NEG learnt lessons on over bidding early in the game. The sequestered franchises have performed very well, which is doubly galling for NEG. Of all Britain’s railway operators, it seems, NEG knows best how to run trains on time.
The good news for staff at all these train operating companies is that the new owners know that and can be expected to take full advantage of the talent on tap developed by David Franks and his rail teams up and down the country.
Franks cuts a slim, fit, figure at 50, tanned and relaxed. He operates from offices in Grosvenor Gardens behind the Marshall Foch memorial outside Victoria station. This is where veteran Foreign Legionnaires gather every year in April to remember their war dead and toast a fabled corps that still takes people from any where - no questions asked - and makes of them the finest soldiers in the world.
The ability to spot talent
David Franks has unwittingly espoused a similar philosophy. ‘We have the ability to spot talent and nurture that talent and allow people the freedom to work within their own business and grow.’ Staff who might have started in a ticket office can end up managing directors of train companies.
Steve Banaghan, managing director of Central Trains worked on the platforms at Gatwick Express. ‘When I first knew Steve he was operations manager at ScotRail. We looked around for someone who could be a managing director (at Central Trains) and there were one or two people who I thought probably had the makings but were un-tested. So we put him in as a deputy md at Central under Nick Brown.’
Central to the Franks philosophy is the promotion of talent on merit and encouragement of staff. He started as a junior railman, aged 16, at Salisbury station. “I always wanted to be in the rail industry. I was very lucky. The station master at Salisbury, the ‘legendary Owen Faisey,’ was very keen to develop people.

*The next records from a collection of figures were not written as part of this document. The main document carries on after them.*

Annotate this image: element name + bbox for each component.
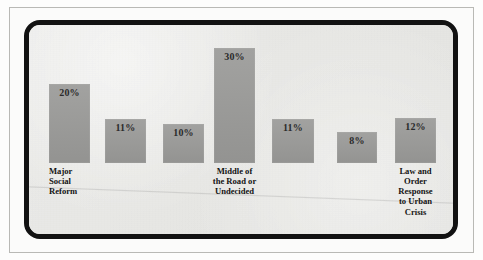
bar[interactable]: 30% (214, 48, 255, 163)
bar-value-label: 8% (337, 136, 377, 146)
bar-value-label: 11% (105, 123, 146, 133)
bar-category-label: Major Social Reform (49, 166, 119, 196)
bar[interactable]: 11% (272, 119, 314, 163)
bar[interactable]: 12% (395, 118, 436, 163)
bar-group: 30%Middle of the Road or Undecided (214, 48, 255, 163)
plot-area: 20%Major Social Reform11%10%30%Middle of… (29, 25, 453, 234)
bar-value-label: 30% (214, 52, 255, 62)
bar-category-label: Middle of the Road or Undecided (192, 166, 278, 196)
bar[interactable]: 11% (105, 119, 146, 163)
bar[interactable]: 20% (49, 84, 90, 163)
chart-page: 20%Major Social Reform11%10%30%Middle of… (0, 0, 483, 260)
bar-value-label: 10% (163, 128, 204, 138)
bar-group: 10% (163, 124, 204, 163)
chart-frame: 20%Major Social Reform11%10%30%Middle of… (24, 20, 458, 239)
bar-group: 11% (272, 119, 314, 163)
bar-value-label: 20% (49, 88, 90, 98)
bar-group: 8% (337, 132, 377, 163)
bar[interactable]: 10% (163, 124, 204, 163)
bar-value-label: 12% (395, 122, 436, 132)
bar[interactable]: 8% (337, 132, 377, 163)
bar-group: 20%Major Social Reform (49, 84, 90, 163)
bar-group: 12%Law and Order Response to Urban Crisi… (395, 118, 436, 163)
bar-value-label: 11% (272, 123, 314, 133)
bar-group: 11% (105, 119, 146, 163)
bar-category-label: Law and Order Response to Urban Crisis (373, 166, 459, 217)
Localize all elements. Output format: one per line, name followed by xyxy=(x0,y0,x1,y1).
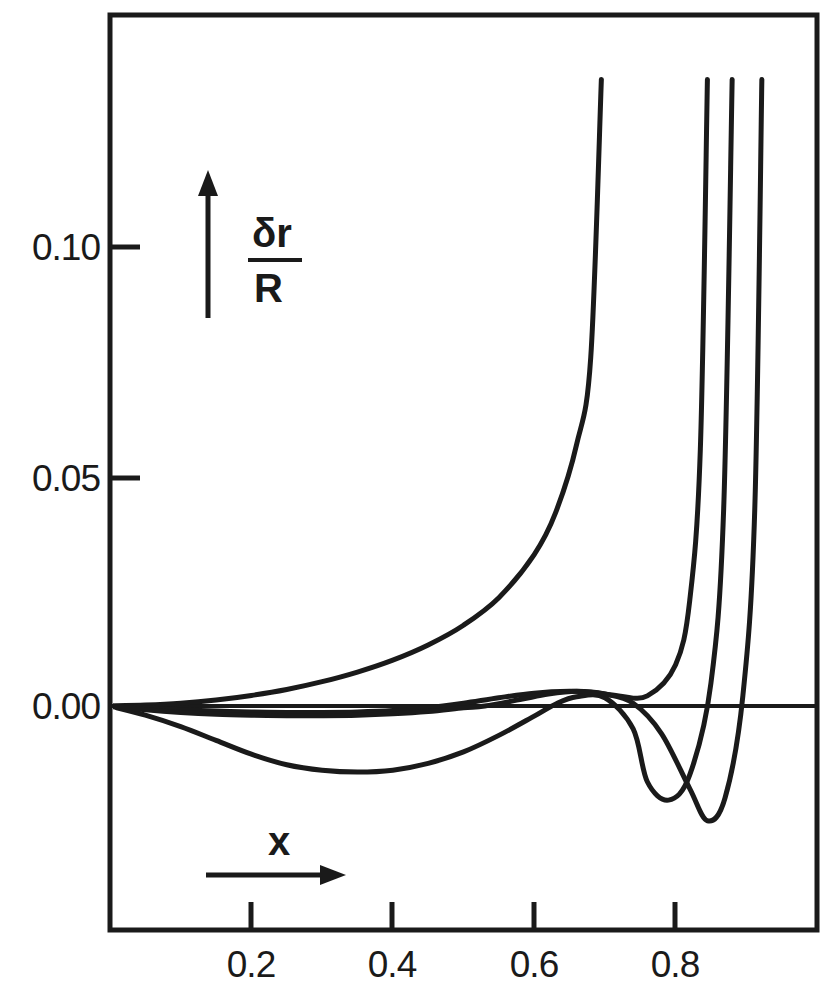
plot-frame xyxy=(110,15,817,930)
y-axis-label-numerator: δr xyxy=(252,211,292,255)
x-tick-label-0.6: 0.6 xyxy=(510,944,558,985)
x-tick-label-0.2: 0.2 xyxy=(227,944,275,985)
x-tick-label-0.4: 0.4 xyxy=(368,944,417,985)
y-axis-label-denominator: R xyxy=(254,266,283,310)
y-tick-label-0.10: 0.10 xyxy=(32,227,100,268)
chart-svg: 0.10 0.05 0.00 0.2 0.4 0.6 0.8 δr R xyxy=(0,0,825,994)
x-tick-label-0.8: 0.8 xyxy=(651,944,699,985)
x-axis-tick-labels: 0.2 0.4 0.6 0.8 xyxy=(227,944,699,985)
figure-container: 0.10 0.05 0.00 0.2 0.4 0.6 0.8 δr R xyxy=(0,0,825,994)
y-axis-tick-labels: 0.10 0.05 0.00 xyxy=(32,227,100,727)
x-axis-label: x xyxy=(268,819,290,863)
y-tick-label-0.05: 0.05 xyxy=(32,458,100,499)
y-tick-label-0.00: 0.00 xyxy=(32,686,100,727)
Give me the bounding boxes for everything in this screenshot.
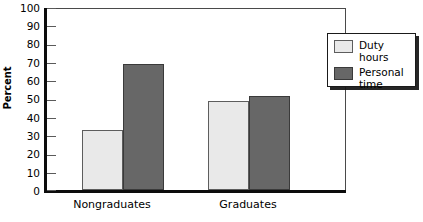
y-tick-10 — [47, 173, 56, 174]
y-tick-50 — [47, 100, 56, 101]
bar-nongraduates-personal-time — [123, 64, 164, 190]
bar-nongraduates-duty-hours — [82, 130, 123, 190]
x-category-label-nongraduates: Nongraduates — [62, 198, 162, 211]
y-tick-label-100: 100 — [14, 3, 40, 14]
legend-item-duty-hours: Duty hours — [334, 39, 415, 63]
legend-swatch-personal-time — [334, 67, 353, 80]
y-tick-40 — [47, 118, 56, 119]
bar-chart-figure: Percent 100 90 80 70 60 50 40 30 20 10 0… — [0, 0, 423, 222]
plot-frame-top — [44, 8, 346, 9]
y-tick-30 — [47, 136, 56, 137]
y-tick-60 — [47, 81, 56, 82]
legend-item-personal-time: Personal time — [334, 66, 415, 90]
y-tick-70 — [47, 63, 56, 64]
y-tick-label-30: 30 — [14, 131, 40, 142]
y-tick-label-80: 80 — [14, 39, 40, 50]
y-tick-90 — [47, 26, 56, 27]
y-tick-label-0: 0 — [14, 186, 40, 197]
y-tick-label-10: 10 — [14, 168, 40, 179]
chart-legend: Duty hours Personal time — [327, 33, 416, 87]
legend-label-personal-time: Personal time — [359, 66, 415, 90]
legend-swatch-duty-hours — [334, 40, 353, 53]
y-tick-label-70: 70 — [14, 58, 40, 69]
y-tick-80 — [47, 45, 56, 46]
y-tick-100 — [47, 8, 56, 9]
bar-graduates-duty-hours — [208, 101, 249, 190]
plot-area — [44, 8, 346, 193]
legend-label-duty-hours: Duty hours — [359, 39, 415, 63]
y-tick-label-90: 90 — [14, 21, 40, 32]
y-tick-0 — [47, 190, 56, 191]
y-tick-label-60: 60 — [14, 76, 40, 87]
bar-graduates-personal-time — [249, 96, 290, 190]
y-tick-label-50: 50 — [14, 94, 40, 105]
y-tick-20 — [47, 155, 56, 156]
y-tick-label-20: 20 — [14, 149, 40, 160]
y-tick-label-40: 40 — [14, 113, 40, 124]
x-axis-line — [44, 190, 346, 193]
x-category-label-graduates: Graduates — [198, 198, 298, 211]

He encouraged me to go to college and study.”
Faisey was quite a disciplinarian and had very high standards but he encouraged many people who went on to build successful careers on the railway.
“I spent a few years at Salisbury.” Franks worked in the ticket office, parcels, rostering and even did a spell train announcing. ‘I really did get a good grounding in all aspects of the railways which is something I try to encourage our new era of graduate trainees to do now.’
Then to get promoted - those days CO1 was where you stayed - I went to London. I worked round the London Travel Centres for 18 months or so then went back to Salisbury as CO2. My early break came when I took the Rules and Regulations classes. I was student of the year - and suddenly got noticed because I’d got very good results.
Whether they were deserved or not, I don’t know. I had to put some of them into practice and I hadn’t really understood them. I could read them and answer the questions but the practical interpretation was different. Anyway, within weeks I’d been offered promotion to assistant station manager at Richmond, aged 19, then station manager at Barnes, Supervisory Grade D. After a spell in line traffic management Franks became a youth training scheme administrator.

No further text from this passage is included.